The Road Paved to Opioid Addiction

About 10 years ago Oxycontin, the drug manufacturers, and crooked doctors who prescribed it were the root of opioid addiction. Once they cleaned up that fiasco addicts looked for a replacement and that’s when heroin became readily available (yes especially in affluent suburbs) and less expensive than marijuana. Jack was experimenting with drugs in his late teen years and decided “I’ll try it once just to see what the hype is all about.” But the high from heroin is like nothing else. Your body gets washed over by a warm feeling and all your anxieties are gone. It’s ecstasy.
So he tried it again a few months later and that’s when the disease of addiction took over. The infinite talks, fighting, and fear consumed us. We were worried 24/7 about him staying alive, resuscitated him when he overdosed and had a seriously large abscess removed from his arm. Our parental duties became keeping Jack alive. Alive long enough that he would eventually get clean
But the heroin won and now he is a statistic. According to the CDC more than 100,000 people die each year from an opioid overdose.
Fentanyl is Killing Our Kids

The overdose numbers are so much higher than they used to be because of the influx of lab-created Fentanyl. It is very similar to heroin and morphine but is 10 times stronger and even cheaper than heroin. and the high is similar to heroin. However, it’s 10x more potent and users end up dying.
Fentanyl is being made in labs in China and Mexico and it has made the cartels richer than ever because pot prices have dropped and the consumption of cocaine has also dropped.
Addicts Deserve to be Treated with Dignity and Humanity
Addiction is a mental disorder pure and simple. Victims of this illness need to be treated with dignity and respect. They are just as upset over having an addiction as their loved ones who watch them self-destruct. It is not a lack of restraint. Like cancer and diabetes, people are born with this life-altering disease and need to take it seriously.
With all the money our government is pouring into new bills to improve infrastructure and forgive student debt – where on the list is drug addiction science? It’s never mentioned, and it’s killing more people per year than Covid.
I can’t even begin to add up the tens of thousands of dollars we spent trying to save my son’s life. Almost none of the rehab centers take Medicaid which is what most addicts have. Private medical insurance companies have high deductibles and strict limits on how long (usually 28 days) you can stay in a rehab facility, even though research shows that it takes a minimum of six months for an addict to be successful in the outside world.
In Loving Memory of Jack – or anyone else You Know Who Might be Battling This Tough Disease Help Us Fight
We all must fight harder and smarter to better manage our kids’ addictions. They are facing fatal overdoses because Fentanyl is also mixed in with so many other types of drugs – especially cocaine and Oxycontin. Here’s what we need to fight for:
- More research and better medications to help mitigate the disease.
- Revised laws that provide healthcare services to addicts instead of jail time.
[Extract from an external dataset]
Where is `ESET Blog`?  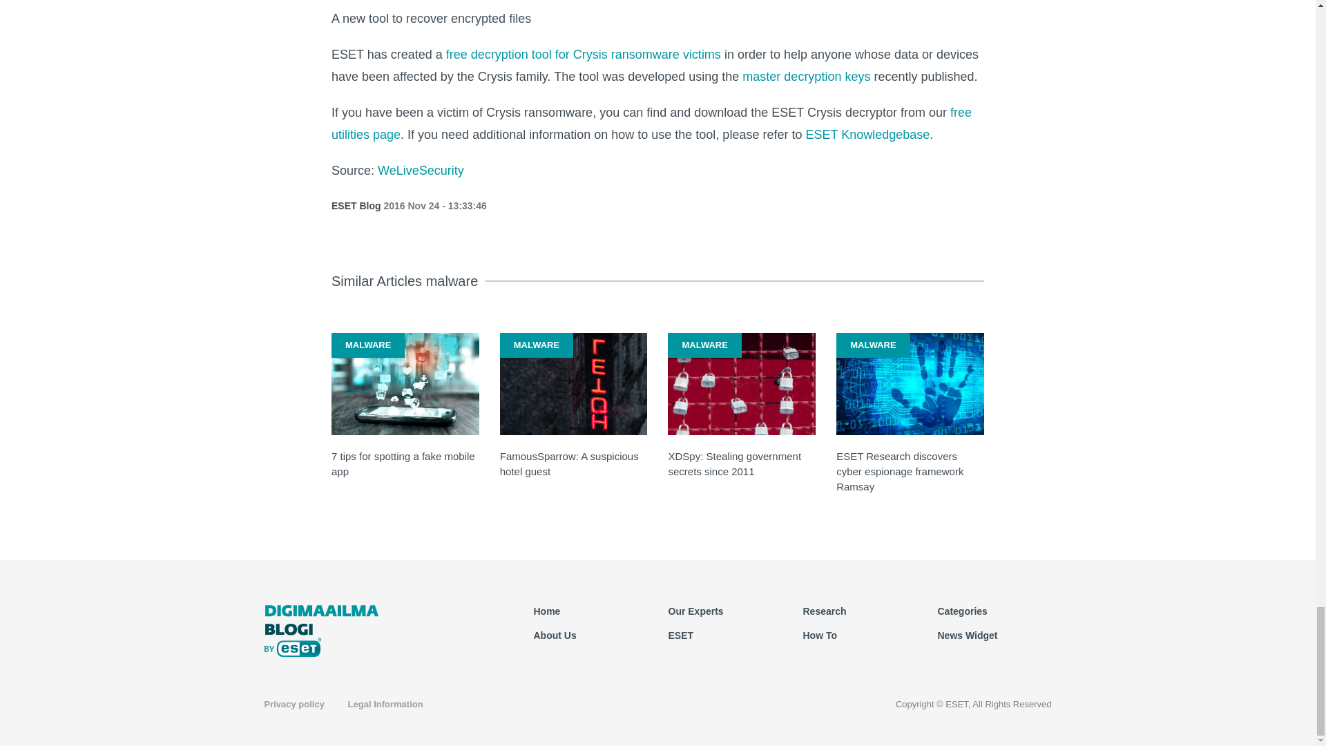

- Insurance companies to cover the bare minimum of in-patient care (60 days minimum).
- Addicts need to be treated like all people with an incurable disease; with dignity and respect. The New Jersey Coalition on Harm Reduction does a lot of work advocating for addicts.
But now it’s time for me to throw my hat in the ring. In an effort to do that we have started the Jack Harris Memorial Fund through the auspices of the non-profit Prevention Links which offers a wide variety of free services to addicts and their families. Jack is gone forever and we have to live with that. But you can help us save another addict by donating to the Jack Harris Memorial Fund here.
I hope you will join us in this great cause.